Years have passed since we commissioned our little project. The silver has been spent big time. And millions of people have been brainwashed to absolutely love it. But one day we got an email from a beloved customer to investigate an issue. The problem seems to be that no records are being posted to The Vegan Police Intelligence Service any more.

Say no more. We immediately check the CI build status and observe that everything is happily passing. Meaning that, as far as our tests are concerned, records are being sent. After hours of collective head scratching, we finally go back and read the rest of their smug report where they suggest, amongst other obviously irrelevant things, that it could be due to recent API changes. Blimey! Turns out the new version changed the records API. The easiest fix in our case would be to stick /v1 in the POST URL in order to use the old version. OK. First we change our test double and make sure of the correct failure, then change the implementation. And looks like we are done, right? Not quite so. The bug is fixed but the underlying problem is not. Fixtures will still eventually go out of date. We need a way to validate our assumptions (that is what fixtures are) against something more real.

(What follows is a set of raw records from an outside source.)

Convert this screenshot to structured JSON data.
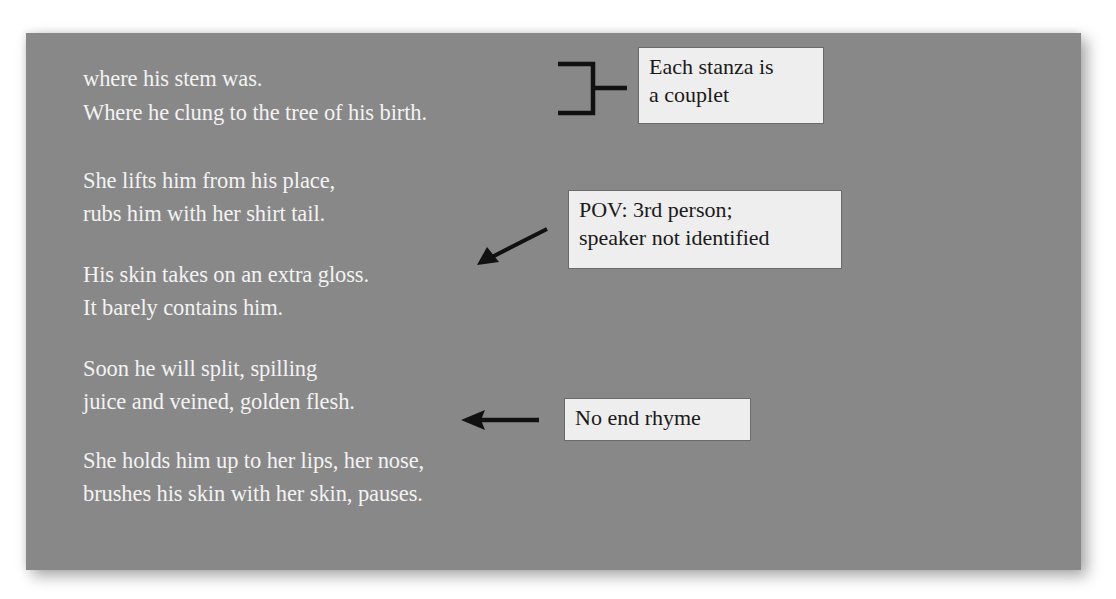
{
  "poem": {
    "stanzas": [
      {
        "lines": [
          "where his stem was.",
          "Where he clung to the tree of his birth."
        ]
      },
      {
        "lines": [
          "She lifts him from his place,",
          "rubs him with her shirt tail."
        ]
      },
      {
        "lines": [
          "His skin takes on an extra gloss.",
          "It barely contains him."
        ]
      },
      {
        "lines": [
          "Soon he will split, spilling",
          "juice and veined, golden flesh."
        ]
      },
      {
        "lines": [
          "She holds him up to her lips, her nose,",
          "brushes his skin with her skin, pauses."
        ]
      }
    ]
  },
  "annotations": {
    "stanza_form": {
      "lines": [
        "Each stanza is",
        "a couplet"
      ],
      "pointer": "bracket"
    },
    "point_of_view": {
      "lines": [
        "POV: 3rd person;",
        "speaker not identified"
      ],
      "pointer": "diagonal-arrow"
    },
    "rhyme": {
      "lines": [
        "No end rhyme"
      ],
      "pointer": "left-arrow"
    }
  },
  "colors": {
    "card_background": "#888888",
    "poem_text": "#f3f3f3",
    "note_background": "#eeeeee",
    "note_text": "#1a1a1a",
    "pointer": "#111111"
  }
}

Unfortunately, it is difficult to address this problem in general (we tried), as the definition of valid is very much context dependant. So even though REST-assured creates this problem, it doesn’t provide any built-in solutions (so typical!) and your tests are probably the best place to host such checks. Nonetheless, forewarned is forearmed and hopefully this is not going to ruin your day. One piece of advice here: consider using tools like VCR to cache HTTP interactions or else things will get REALLY slow.

Speaking of slow, REST-assured adds quite a bit of an overhead to test startup, as it spins up a separate service stuffed with ActiveRecord, ActiveResource and some other things you don’t want to know about. Two options here: consider using spork or start it separately from tests. Both options work great in development (e.g. when you want lots of re-runs) and also give you the benefit of being able to inspect doubles via a web interface after the tests have finished.

Wrap up time. Let us recap what REST-assured is and what it is useful for. REST-assured is a locally deployable service that you can configure at runtime to respond to arbitrary HTTP requests. As such, it can be used to serve test fixtures to an application under test. It also records all requests made to it, so that more control-type requests can also be verified.

So that is it for the introduction of REST-assured. You can give it a try right here right now. Have a nice day. And don’t let them catch you.

   

Special thanks go to Sam Starling for proof reading.